Today was about making the game prototype feel like an actual game instead of a tech demo.

Gameplay additions

  • RoastingStick — A tool players pick up and use. It mounts to the character’s hand with proper grip positioning via Motor6D attachments
  • Backpack subsystem — Manages tool equipping/unequipping through the framework instead of relying on Roblox’s default backpack
  • BillboardGui on Dispensers — Floating text showing how many items are left to grab
  • Satisfaction HUD — A real-time indicator showing how well you’re doing at the current task
  • Marshmallow color — Visual feedback tied to roasting state (golden brown = good, charcoal = bad)

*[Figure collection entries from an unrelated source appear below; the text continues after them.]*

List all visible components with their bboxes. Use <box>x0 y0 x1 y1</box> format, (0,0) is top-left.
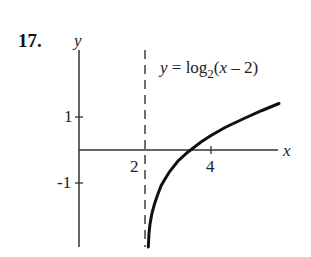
x-tick-label-2: 2 <box>130 157 139 176</box>
eq-log: = log <box>168 58 208 77</box>
equation-label: y = log2(x – 2) <box>158 58 258 81</box>
problem-number: 17. <box>18 30 42 51</box>
y-tick-label-1: 1 <box>64 107 73 126</box>
eq-rest: – 2) <box>227 58 258 77</box>
y-axis-label: y <box>72 31 82 50</box>
log-graph: 17. y x 1 -1 4 2 y = log2(x – 2) <box>0 0 311 257</box>
x-axis-label: x <box>282 141 291 160</box>
y-tick-label-neg1: -1 <box>57 173 71 192</box>
eq-y: y <box>158 58 168 77</box>
x-tick-label-4: 4 <box>206 157 215 176</box>
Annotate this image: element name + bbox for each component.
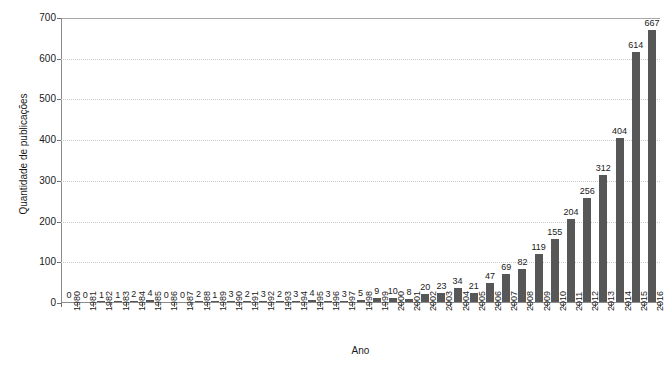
y-axis-line [61,18,62,304]
x-axis-label-2000: 2000 [397,291,406,311]
x-axis-label-2004: 2004 [462,291,471,311]
gridline [61,140,660,141]
x-axis-label-2012: 2012 [591,291,600,311]
y-axis-label: 600 [4,54,56,64]
x-axis-label-1984: 1984 [138,291,147,311]
x-axis-label-1998: 1998 [365,291,374,311]
y-axis-tick [57,140,61,141]
x-axis-label-2007: 2007 [510,291,519,311]
x-axis-label-2003: 2003 [445,291,454,311]
x-axis-label-1995: 1995 [316,291,325,311]
x-axis-label-2011: 2011 [575,292,584,311]
y-axis-label: 400 [4,135,56,145]
x-axis-label-1982: 1982 [105,291,114,311]
y-axis-label: 700 [4,13,56,23]
x-axis-label-2002: 2002 [429,291,438,311]
x-axis-label-1994: 1994 [300,291,309,311]
x-axis-label-1985: 1985 [154,291,163,311]
y-axis-label: 500 [4,94,56,104]
x-axis-label-2010: 2010 [559,291,568,311]
y-axis-label: 300 [4,176,56,186]
x-axis-label-2001: 2001 [413,291,422,311]
bar [583,198,591,302]
x-axis-label-1996: 1996 [332,291,341,311]
y-axis-label: 100 [4,257,56,267]
plot-top-rule [61,18,660,19]
bar-value-label: 204 [557,208,585,217]
bar [648,30,656,302]
gridline [61,59,660,60]
bar [567,219,575,302]
x-axis-label-2016: 2016 [656,291,665,311]
y-axis-tick [57,262,61,263]
bar-value-label: 404 [606,127,634,136]
bar-value-label: 667 [638,19,666,28]
x-axis-label-1992: 1992 [267,291,276,311]
x-axis-label-1981: 1981 [89,291,98,311]
bar-chart: Quantidade de publicações 00112400213232… [0,0,668,366]
x-axis-label-1980: 1980 [73,291,82,311]
x-axis-label-1986: 1986 [170,291,179,311]
bar-value-label: 312 [589,164,617,173]
bar-value-label: 614 [622,41,650,50]
x-axis-label-2013: 2013 [607,291,616,311]
x-axis-label-1991: 1991 [251,291,260,311]
x-axis-label-1989: 1989 [219,291,228,311]
gridline [61,181,660,182]
x-axis-label-1987: 1987 [186,291,195,311]
x-axis-label-1997: 1997 [348,291,357,311]
x-axis-label-2015: 2015 [640,291,649,311]
x-axis-label-2008: 2008 [526,291,535,311]
x-axis-label-1990: 1990 [235,291,244,311]
x-axis-label-1983: 1983 [122,291,131,311]
y-axis-tick [57,222,61,223]
x-axis-title: Ano [61,345,660,356]
x-axis-label-2006: 2006 [494,291,503,311]
x-axis-label-1993: 1993 [284,291,293,311]
plot-area: 0011240021323234335910820233421476982119… [61,18,660,303]
bar-value-label: 119 [525,243,553,252]
x-axis-label-1999: 1999 [381,291,390,311]
y-axis-label: 200 [4,217,56,227]
bar-value-label: 256 [573,187,601,196]
x-axis-label-1988: 1988 [203,291,212,311]
cropped-caption [0,360,668,366]
y-axis-tick [57,18,61,19]
y-axis-tick [57,99,61,100]
x-axis-line [61,302,660,303]
bar [599,175,607,302]
bar-value-label: 47 [476,272,504,281]
x-axis-tick [61,303,62,307]
x-axis-label-2014: 2014 [624,291,633,311]
bar [616,138,624,302]
bar-value-label: 155 [541,228,569,237]
bar [632,52,640,302]
bar-value-label: 82 [508,258,536,267]
y-axis-tick [57,181,61,182]
y-axis-tick [57,59,61,60]
gridline [61,99,660,100]
x-axis-label-2005: 2005 [478,291,487,311]
x-axis-label-2009: 2009 [543,291,552,311]
y-axis-label: 0 [4,298,56,308]
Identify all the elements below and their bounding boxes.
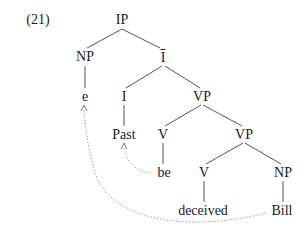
node-v-deceived: V (199, 165, 209, 181)
node-be: be (157, 165, 170, 181)
edge-vp-v (165, 105, 201, 126)
syntax-tree-diagram: (21) IP NP I e I VP Past V VP be V NP de… (0, 0, 307, 233)
edge-vp-np (245, 143, 281, 164)
edge-ibar-i (126, 66, 162, 88)
node-v-be: V (158, 127, 168, 143)
edge-vp-vp (203, 105, 242, 126)
node-i: I (122, 89, 127, 105)
edge-ibar-vp (165, 66, 200, 88)
movement-be-to-past (124, 146, 151, 173)
movement-bill-to-e (84, 108, 266, 222)
node-vp-lower: VP (235, 127, 253, 143)
node-vp-upper: VP (193, 89, 211, 105)
tree-edges (0, 0, 307, 233)
node-bill: Bill (271, 203, 292, 219)
node-e-trace: e (82, 89, 88, 105)
node-np-object: NP (274, 165, 292, 181)
edge-vp-v2 (206, 143, 243, 164)
node-np-subject: NP (76, 49, 94, 65)
node-deceived: deceived (178, 203, 228, 219)
edge-ip-ibar (122, 29, 160, 48)
example-number: (21) (26, 12, 49, 28)
node-i-bar: I (161, 50, 166, 66)
edge-ip-np (87, 29, 122, 48)
node-ip: IP (116, 12, 128, 28)
node-past: Past (112, 127, 135, 143)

We wrote our own Backpack subsystem instead of using Roblox’s default one because the default backpack UI is opinionated and hard to customize. It renders a toolbar at the bottom of the screen with numbered slots, and overriding its behavior means fighting with CoreGui. Our subsystem manages the same underlying mechanics (equip, unequip, drop) but gives us full control over the UI and input handling.

The first production bug

We published to Roblox to test with actual players, and immediately hit a deployment order race condition. In Studio, everything loads near-instantly — scripts and models are already in the DataModel when the game starts. In a published game, assets replicate to clients at different speeds depending on network conditions and asset size.

Our System was trying to initialize assets that hadn’t arrived yet. The init() call would run, try to access child instances, and find nothing there. No error, no warning — just silent nil values that cascaded into broken state.

The fix was straightforward — WaitForChild on expected children before initializing — but it highlighted a fundamental difference between Studio and production that catches a lot of Roblox developers:

  • In Studio: Everything exists before scripts run. script.Parent:FindFirstChild("Config") always works.
  • In production: Replication is async. That same FindFirstChild might return nil because the Config hasn’t arrived yet.

If you’re only testing in Studio Play mode, you’ll never see these bugs. They only appear in published games or Team Test with simulated latency. We started publishing to a private test place every time we made structural changes.

Lesson learned early: always test published, not just in Studio.